Canadian regulators have put a definitive end to carrier-locked cellphones in that country. Carriers in Canada will no longer be able to lock phones, and they won’t be allowed to charge customers to unlock devices already locked. The regulations go into affect on December 1st, 2017.
According to Canadian publication The Financial Post, the regulations, “will erase millions in annual revenue for carriers.” That’s because locking phones is a completely arbitrary practice designed to lock consumes to a carrier, while unlocking fees are a contrived revenue source for carriers.
Cellphone Locking in the U.S. and Elsewhere
Locking varies from country to country. Most of the European Union doesn’t allow carrier locking, for instance, nor does China or Australia. Canada, the United Kingdom, and the U.S. are notable standouts in allowing locked phones and paid-unlocks.

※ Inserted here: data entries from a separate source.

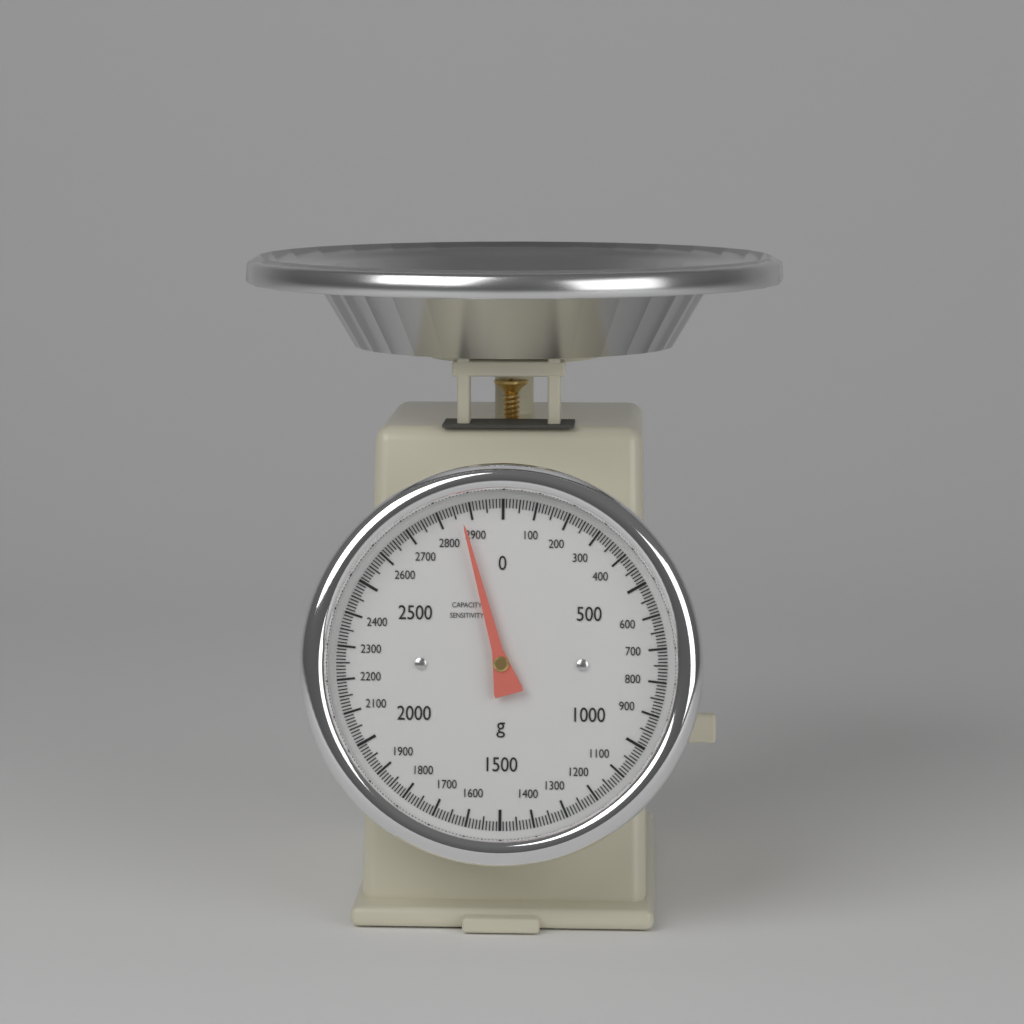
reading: 2870 g
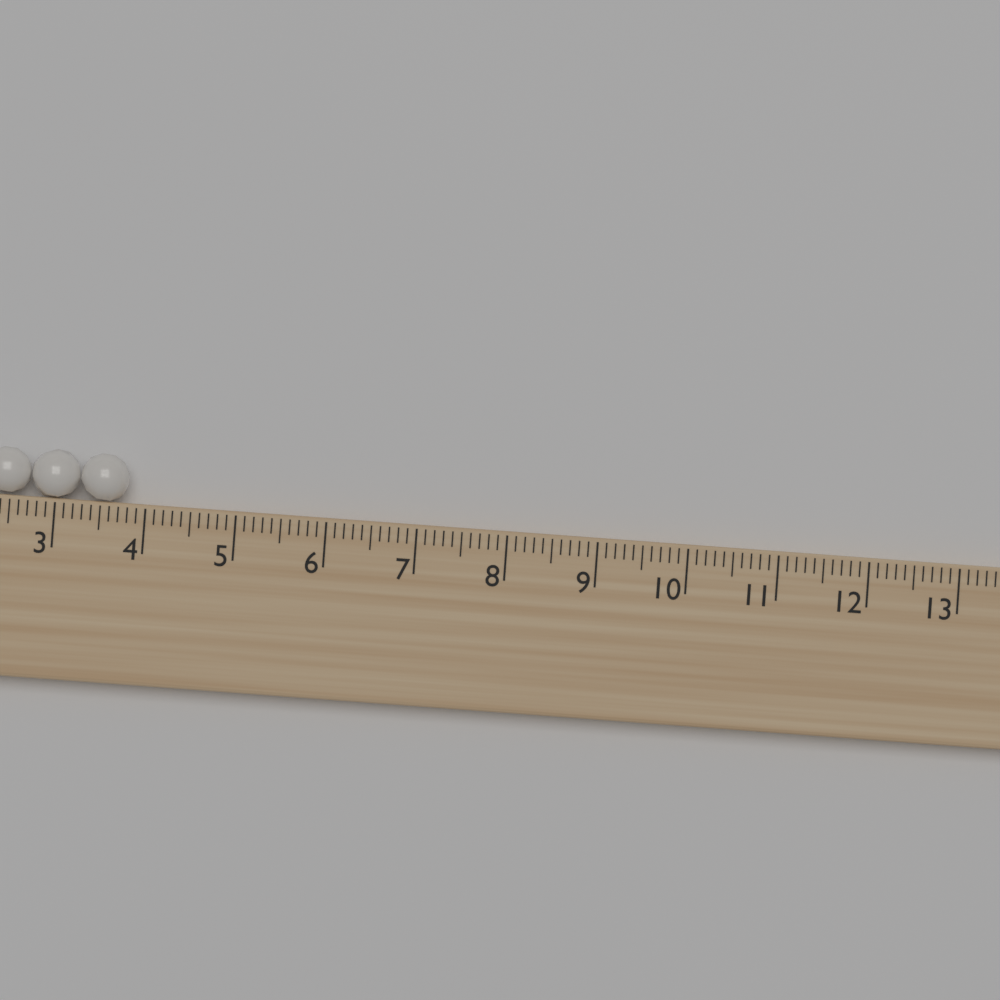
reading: 3.8 (no unit)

This is good news for Canadian consumers, but the question for those of us in the U.S. (and UK) is whether this will give our regulators the impetus to do the same.

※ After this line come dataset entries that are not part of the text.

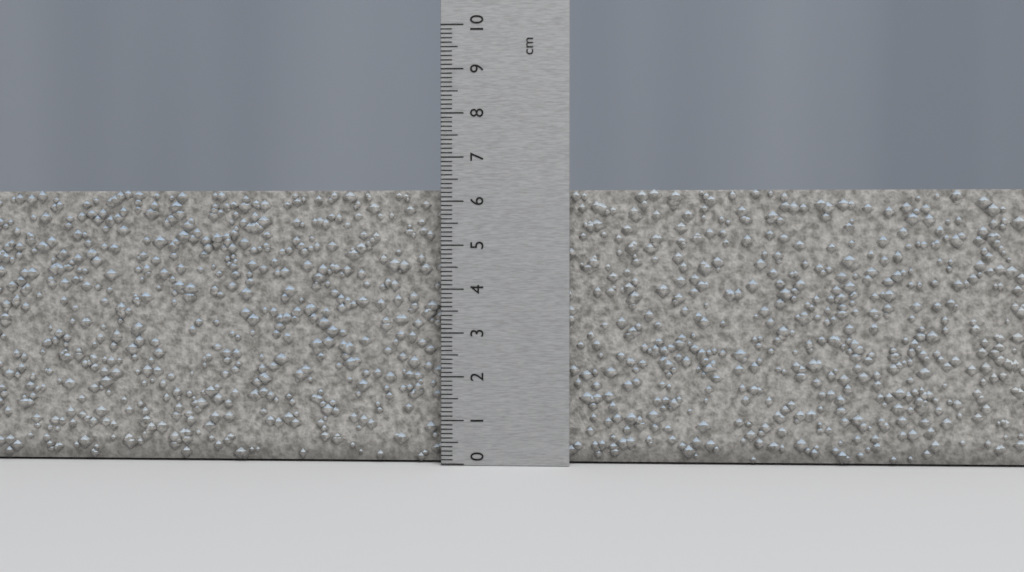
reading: 6.3 cm
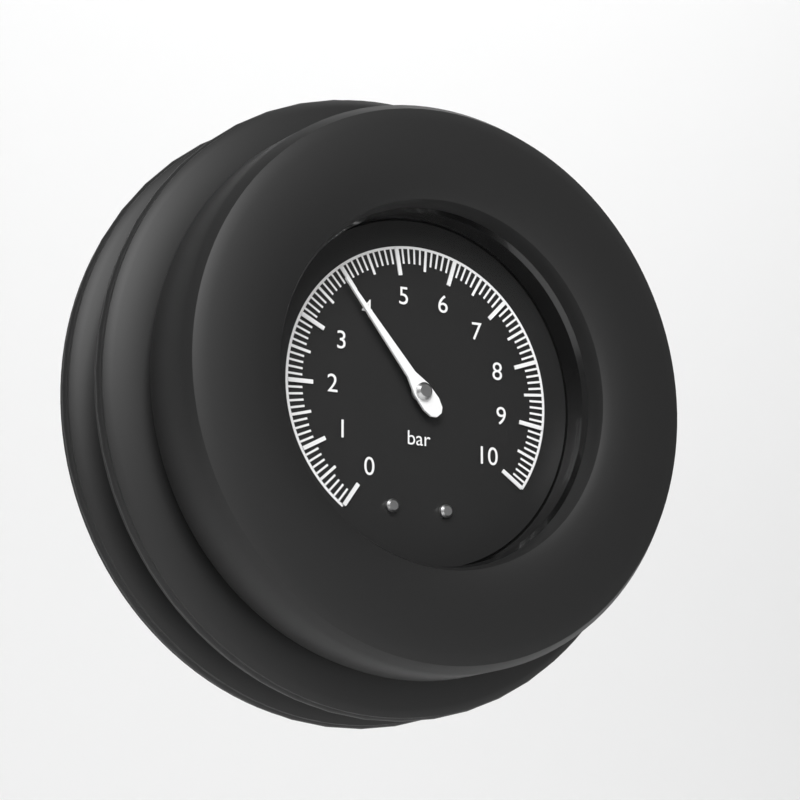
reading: 3.9 bar
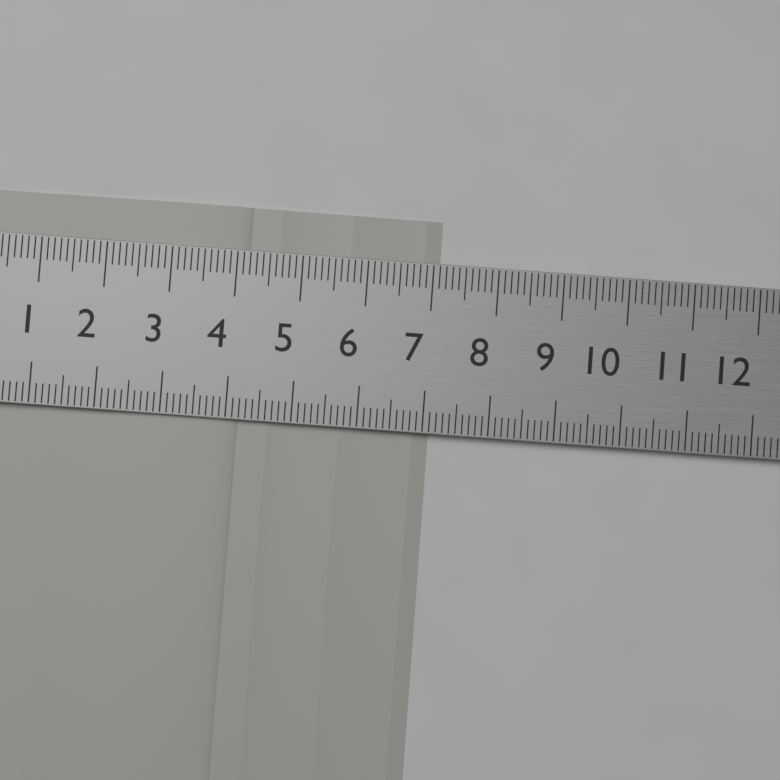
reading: 7.1 cm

Spoiler alert: no, it won’t. At least not in the U.S., where corporate profits have long been held to be more important than consumer protections. This is especially true for regulators like Ajit Pai, chairman of the Federal Communications Commission (FCC).
Brief Sidenote: There’s contrived locking and de facto locking. The latter applies to devices made for a carrier using a different network technology than its competitors. No amount of lock-related regulation will make an iPhone or Android device with a GSM modem work on a CDMA network.